4 April 2026

The Xi Doctrine Zeros in on “High-Quality Development” for China’s Economic Future

Damien Ma

While the Strait of Hormuz crisis roiled the global economy, Chinese President Xi Jinping was putting his imprimatur on China’s economic and social blueprint. On March 12, the National People’s Congress approved China’s fifteenth Five-Year Plan, which covers this year through 2030. Central to the plan—Xi’s third as president—is the elevation of “high quality” development that approximates a “Xi doctrine” on the economy. The term is pervasive in the latest plan, appearing at least 50 percent more than in the previous iteration. It has clearly become an organizing principle associated with Xi himself, making its significance as much political as it is economic.

In many ways like a large corporation, China operates on five-year planning cycles that also overlap with its five-year political cycles. The plans are painstakingly put together across multiple government agencies over at least two years and reflect the top leadership’s political mandate. Once the plan is out, China aims to stick with it and marshals the entire bureaucracy and provinces to execute, with the intent of minimizing major corrections within the timeframe.
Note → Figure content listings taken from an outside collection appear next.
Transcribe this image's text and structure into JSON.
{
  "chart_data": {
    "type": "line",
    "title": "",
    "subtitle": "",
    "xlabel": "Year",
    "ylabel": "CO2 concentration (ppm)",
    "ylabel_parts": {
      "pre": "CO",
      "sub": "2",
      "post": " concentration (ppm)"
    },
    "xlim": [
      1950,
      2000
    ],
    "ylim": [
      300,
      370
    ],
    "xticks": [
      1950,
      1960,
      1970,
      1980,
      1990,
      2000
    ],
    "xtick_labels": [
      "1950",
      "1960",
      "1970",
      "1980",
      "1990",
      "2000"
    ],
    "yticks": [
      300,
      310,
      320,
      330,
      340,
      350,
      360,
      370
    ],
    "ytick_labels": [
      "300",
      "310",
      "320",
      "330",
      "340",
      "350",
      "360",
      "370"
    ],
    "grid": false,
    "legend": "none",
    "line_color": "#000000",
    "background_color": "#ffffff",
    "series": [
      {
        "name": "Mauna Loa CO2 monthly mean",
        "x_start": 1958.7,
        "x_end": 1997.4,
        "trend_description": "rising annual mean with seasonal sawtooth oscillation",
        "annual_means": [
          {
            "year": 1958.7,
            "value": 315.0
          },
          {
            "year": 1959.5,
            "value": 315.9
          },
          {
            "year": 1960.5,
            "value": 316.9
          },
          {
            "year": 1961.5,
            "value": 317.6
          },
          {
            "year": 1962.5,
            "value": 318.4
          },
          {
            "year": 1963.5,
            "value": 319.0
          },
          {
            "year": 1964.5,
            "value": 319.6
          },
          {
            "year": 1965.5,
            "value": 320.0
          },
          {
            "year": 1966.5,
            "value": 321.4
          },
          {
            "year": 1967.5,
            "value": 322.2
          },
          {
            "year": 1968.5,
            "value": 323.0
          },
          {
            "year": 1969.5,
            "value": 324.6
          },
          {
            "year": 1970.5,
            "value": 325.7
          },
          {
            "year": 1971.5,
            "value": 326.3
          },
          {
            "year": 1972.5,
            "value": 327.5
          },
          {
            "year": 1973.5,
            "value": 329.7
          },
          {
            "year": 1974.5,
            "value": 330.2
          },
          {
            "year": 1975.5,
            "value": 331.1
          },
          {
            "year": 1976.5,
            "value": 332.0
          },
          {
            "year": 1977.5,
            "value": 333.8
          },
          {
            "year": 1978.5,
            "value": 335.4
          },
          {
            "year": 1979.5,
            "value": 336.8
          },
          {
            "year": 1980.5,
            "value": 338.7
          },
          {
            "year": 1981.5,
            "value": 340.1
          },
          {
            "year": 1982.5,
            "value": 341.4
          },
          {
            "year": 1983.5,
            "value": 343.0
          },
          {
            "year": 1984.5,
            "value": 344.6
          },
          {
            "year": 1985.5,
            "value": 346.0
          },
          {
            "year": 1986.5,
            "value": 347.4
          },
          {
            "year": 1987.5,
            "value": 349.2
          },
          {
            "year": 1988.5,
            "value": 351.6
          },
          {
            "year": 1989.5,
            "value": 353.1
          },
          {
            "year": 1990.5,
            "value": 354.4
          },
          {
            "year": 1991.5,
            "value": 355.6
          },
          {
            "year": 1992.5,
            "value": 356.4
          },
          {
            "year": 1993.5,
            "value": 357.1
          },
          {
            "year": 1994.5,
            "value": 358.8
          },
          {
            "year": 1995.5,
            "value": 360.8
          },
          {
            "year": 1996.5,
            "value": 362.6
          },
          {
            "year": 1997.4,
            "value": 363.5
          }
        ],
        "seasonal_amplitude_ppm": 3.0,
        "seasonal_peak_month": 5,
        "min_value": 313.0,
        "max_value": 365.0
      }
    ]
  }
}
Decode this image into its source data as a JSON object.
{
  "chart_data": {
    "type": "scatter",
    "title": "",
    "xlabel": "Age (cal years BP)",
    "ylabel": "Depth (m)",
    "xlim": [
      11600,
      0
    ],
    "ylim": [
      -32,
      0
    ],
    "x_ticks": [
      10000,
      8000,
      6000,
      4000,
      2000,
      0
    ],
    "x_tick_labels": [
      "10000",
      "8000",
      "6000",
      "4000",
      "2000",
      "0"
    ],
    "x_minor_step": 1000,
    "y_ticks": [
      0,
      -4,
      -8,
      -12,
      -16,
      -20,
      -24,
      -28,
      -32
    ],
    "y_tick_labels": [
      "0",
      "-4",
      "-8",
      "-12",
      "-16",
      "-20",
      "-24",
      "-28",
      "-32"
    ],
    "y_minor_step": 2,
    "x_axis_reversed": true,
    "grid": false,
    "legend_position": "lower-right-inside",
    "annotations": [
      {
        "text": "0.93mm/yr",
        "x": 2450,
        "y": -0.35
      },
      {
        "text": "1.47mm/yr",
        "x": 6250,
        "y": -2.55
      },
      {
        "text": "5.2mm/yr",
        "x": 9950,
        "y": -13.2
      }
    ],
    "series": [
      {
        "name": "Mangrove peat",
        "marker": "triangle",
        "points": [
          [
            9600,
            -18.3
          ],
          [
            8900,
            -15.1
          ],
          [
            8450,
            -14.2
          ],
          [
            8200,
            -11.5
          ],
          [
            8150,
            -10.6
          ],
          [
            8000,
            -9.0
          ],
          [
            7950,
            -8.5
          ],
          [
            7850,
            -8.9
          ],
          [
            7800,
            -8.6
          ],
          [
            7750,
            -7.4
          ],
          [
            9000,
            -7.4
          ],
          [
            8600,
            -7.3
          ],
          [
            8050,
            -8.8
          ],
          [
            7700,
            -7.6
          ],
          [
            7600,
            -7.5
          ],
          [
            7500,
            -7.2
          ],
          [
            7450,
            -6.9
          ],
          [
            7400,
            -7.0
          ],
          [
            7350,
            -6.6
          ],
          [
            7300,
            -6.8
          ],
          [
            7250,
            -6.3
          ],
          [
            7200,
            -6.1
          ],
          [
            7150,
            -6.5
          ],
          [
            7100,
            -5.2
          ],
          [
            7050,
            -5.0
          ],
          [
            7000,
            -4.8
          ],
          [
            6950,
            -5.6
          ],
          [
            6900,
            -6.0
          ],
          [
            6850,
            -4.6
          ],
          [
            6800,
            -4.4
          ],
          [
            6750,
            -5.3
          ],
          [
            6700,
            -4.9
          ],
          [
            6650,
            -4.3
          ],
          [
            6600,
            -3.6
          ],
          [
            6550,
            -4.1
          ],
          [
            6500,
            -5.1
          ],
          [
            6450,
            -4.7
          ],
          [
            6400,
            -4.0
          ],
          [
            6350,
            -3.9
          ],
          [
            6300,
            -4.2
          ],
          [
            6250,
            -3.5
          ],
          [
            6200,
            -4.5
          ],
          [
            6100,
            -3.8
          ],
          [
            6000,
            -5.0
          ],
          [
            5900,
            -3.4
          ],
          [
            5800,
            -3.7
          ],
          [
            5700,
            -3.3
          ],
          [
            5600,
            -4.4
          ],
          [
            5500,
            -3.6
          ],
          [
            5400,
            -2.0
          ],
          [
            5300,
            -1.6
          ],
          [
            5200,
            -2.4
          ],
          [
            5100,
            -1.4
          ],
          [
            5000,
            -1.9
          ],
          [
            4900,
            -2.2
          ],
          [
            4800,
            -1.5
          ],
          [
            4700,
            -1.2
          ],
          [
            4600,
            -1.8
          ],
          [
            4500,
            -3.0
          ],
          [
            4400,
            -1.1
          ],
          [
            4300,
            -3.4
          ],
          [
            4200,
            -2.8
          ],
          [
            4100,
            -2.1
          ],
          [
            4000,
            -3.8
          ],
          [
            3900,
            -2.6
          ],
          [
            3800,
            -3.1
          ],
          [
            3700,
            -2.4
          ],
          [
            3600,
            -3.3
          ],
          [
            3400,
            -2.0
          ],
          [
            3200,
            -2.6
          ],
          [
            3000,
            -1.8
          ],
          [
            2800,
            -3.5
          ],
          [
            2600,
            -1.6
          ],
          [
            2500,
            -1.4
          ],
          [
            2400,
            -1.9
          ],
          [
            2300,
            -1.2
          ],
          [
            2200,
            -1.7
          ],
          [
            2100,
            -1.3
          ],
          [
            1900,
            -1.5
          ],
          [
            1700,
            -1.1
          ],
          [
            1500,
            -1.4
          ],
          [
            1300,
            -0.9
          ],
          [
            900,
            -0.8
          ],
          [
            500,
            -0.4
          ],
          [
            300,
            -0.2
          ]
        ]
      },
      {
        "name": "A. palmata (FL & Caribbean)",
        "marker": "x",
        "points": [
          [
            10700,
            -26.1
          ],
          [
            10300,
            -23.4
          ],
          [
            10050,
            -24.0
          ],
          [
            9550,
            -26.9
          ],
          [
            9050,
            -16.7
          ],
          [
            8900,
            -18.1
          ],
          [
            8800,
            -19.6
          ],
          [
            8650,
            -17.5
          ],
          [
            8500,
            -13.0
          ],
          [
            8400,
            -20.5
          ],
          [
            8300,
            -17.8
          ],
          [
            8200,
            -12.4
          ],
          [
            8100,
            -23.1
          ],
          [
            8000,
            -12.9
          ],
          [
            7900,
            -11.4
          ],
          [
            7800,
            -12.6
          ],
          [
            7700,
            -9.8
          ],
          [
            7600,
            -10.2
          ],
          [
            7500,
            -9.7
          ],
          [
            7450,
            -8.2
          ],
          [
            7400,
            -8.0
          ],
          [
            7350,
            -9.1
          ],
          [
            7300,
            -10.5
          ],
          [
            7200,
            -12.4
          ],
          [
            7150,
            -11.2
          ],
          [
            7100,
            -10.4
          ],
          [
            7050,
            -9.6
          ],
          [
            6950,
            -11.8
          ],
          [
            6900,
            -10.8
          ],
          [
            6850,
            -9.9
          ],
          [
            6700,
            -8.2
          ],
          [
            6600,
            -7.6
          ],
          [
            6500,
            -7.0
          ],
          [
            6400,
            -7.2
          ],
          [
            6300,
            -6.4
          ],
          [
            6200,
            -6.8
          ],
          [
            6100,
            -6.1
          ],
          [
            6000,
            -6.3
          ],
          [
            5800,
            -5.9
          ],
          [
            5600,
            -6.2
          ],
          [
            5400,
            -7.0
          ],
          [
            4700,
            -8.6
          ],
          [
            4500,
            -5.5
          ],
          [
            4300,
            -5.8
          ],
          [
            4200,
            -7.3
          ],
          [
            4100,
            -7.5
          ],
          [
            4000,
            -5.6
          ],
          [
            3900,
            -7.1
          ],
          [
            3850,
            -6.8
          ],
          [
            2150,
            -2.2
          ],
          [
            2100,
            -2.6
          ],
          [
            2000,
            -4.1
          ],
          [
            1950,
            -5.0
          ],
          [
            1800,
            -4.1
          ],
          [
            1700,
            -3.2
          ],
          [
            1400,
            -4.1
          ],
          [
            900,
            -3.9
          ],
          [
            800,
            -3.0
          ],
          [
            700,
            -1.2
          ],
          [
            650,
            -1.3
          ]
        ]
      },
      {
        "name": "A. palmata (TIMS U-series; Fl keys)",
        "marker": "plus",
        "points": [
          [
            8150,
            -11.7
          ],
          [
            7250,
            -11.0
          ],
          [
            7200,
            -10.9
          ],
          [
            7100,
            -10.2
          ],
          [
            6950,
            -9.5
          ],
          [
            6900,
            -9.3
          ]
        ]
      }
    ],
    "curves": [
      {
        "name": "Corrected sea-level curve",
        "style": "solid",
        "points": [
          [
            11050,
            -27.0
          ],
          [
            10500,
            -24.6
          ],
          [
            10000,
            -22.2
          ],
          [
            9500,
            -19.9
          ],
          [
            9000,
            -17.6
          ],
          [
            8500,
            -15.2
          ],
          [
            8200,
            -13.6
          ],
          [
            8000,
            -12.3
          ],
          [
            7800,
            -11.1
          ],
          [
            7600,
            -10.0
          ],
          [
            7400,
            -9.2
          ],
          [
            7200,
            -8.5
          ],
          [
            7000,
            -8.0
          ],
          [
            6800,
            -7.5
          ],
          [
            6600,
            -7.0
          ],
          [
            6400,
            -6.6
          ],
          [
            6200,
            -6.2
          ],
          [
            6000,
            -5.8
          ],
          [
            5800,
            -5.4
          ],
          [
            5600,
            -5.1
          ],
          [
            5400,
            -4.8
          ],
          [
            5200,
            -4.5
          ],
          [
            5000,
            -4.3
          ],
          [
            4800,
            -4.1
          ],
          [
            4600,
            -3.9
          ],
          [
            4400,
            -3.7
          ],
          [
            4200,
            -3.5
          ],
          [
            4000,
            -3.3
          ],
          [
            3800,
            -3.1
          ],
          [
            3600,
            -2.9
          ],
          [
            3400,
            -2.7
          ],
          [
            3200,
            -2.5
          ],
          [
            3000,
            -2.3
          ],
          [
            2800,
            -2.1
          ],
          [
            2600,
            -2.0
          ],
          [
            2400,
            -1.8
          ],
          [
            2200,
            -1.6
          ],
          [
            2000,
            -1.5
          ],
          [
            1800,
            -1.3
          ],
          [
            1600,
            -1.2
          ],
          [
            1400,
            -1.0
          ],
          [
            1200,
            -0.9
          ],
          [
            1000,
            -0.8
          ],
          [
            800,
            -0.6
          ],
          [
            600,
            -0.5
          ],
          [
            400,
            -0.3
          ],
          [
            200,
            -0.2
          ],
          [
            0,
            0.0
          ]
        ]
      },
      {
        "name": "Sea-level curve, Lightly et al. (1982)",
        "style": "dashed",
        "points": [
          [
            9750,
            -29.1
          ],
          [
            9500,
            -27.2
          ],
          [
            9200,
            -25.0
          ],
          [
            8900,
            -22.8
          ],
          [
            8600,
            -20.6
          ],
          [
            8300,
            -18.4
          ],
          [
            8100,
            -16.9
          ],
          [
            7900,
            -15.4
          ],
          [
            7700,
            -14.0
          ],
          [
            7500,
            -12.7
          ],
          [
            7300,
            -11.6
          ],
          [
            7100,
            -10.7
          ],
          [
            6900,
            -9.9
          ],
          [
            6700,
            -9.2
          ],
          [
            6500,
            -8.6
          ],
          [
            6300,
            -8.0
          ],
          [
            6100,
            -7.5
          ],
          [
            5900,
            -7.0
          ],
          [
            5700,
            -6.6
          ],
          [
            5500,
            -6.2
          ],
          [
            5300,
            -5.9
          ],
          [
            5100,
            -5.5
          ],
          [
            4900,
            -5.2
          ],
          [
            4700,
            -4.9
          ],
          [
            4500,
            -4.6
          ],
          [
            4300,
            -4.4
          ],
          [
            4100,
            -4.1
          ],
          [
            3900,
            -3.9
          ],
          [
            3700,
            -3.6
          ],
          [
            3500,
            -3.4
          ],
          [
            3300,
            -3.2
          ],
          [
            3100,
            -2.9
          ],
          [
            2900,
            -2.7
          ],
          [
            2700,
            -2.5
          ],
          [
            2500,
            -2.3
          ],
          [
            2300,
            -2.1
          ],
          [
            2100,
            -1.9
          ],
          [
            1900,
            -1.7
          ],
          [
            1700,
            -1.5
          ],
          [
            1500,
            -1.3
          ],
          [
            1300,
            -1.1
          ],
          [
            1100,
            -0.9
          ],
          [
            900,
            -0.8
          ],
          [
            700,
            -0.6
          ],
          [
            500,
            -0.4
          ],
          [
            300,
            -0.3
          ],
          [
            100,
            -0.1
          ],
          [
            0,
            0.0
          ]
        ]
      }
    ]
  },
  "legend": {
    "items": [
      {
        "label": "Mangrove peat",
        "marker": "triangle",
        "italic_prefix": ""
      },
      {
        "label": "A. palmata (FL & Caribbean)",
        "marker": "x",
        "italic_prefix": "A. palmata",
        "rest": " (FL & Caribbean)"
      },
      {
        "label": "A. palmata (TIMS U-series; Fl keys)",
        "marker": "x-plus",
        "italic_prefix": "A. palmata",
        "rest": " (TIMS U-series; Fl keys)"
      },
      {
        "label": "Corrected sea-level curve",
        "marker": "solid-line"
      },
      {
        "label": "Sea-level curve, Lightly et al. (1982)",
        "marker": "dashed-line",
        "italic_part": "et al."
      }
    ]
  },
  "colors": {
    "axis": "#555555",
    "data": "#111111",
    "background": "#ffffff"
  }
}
Though the plan is sufficiently flexible to allow for adaptation to local conditions, every level of government is expected to execute within the parameters of the plan—their performance and political prospects depend on it.

Xi has attempted to reset the Chinese economy for years now with mixed success. First, he took the controversial step to water down the importance of the GDP target in the fourteenth Five-Year Plan, then he forced a rapid correction in the property market a couple years later that surprised many. Shortly after, he followed with a crackdown on China’s big tech companies that spooked investors. Throughout his tenure so far, Xi has repeatedly withheld major stimulus—to the frustration of markets.

Of course, resetting the Chinese economy isn’t simply a matter of having optimal policies. China has plenty of policies that are diligently read and analyzed by many. But the gap between what’s in a plan (what Beijing says) and what actually gets realized (what the rest of China does) is a political economy problem, not a policy one.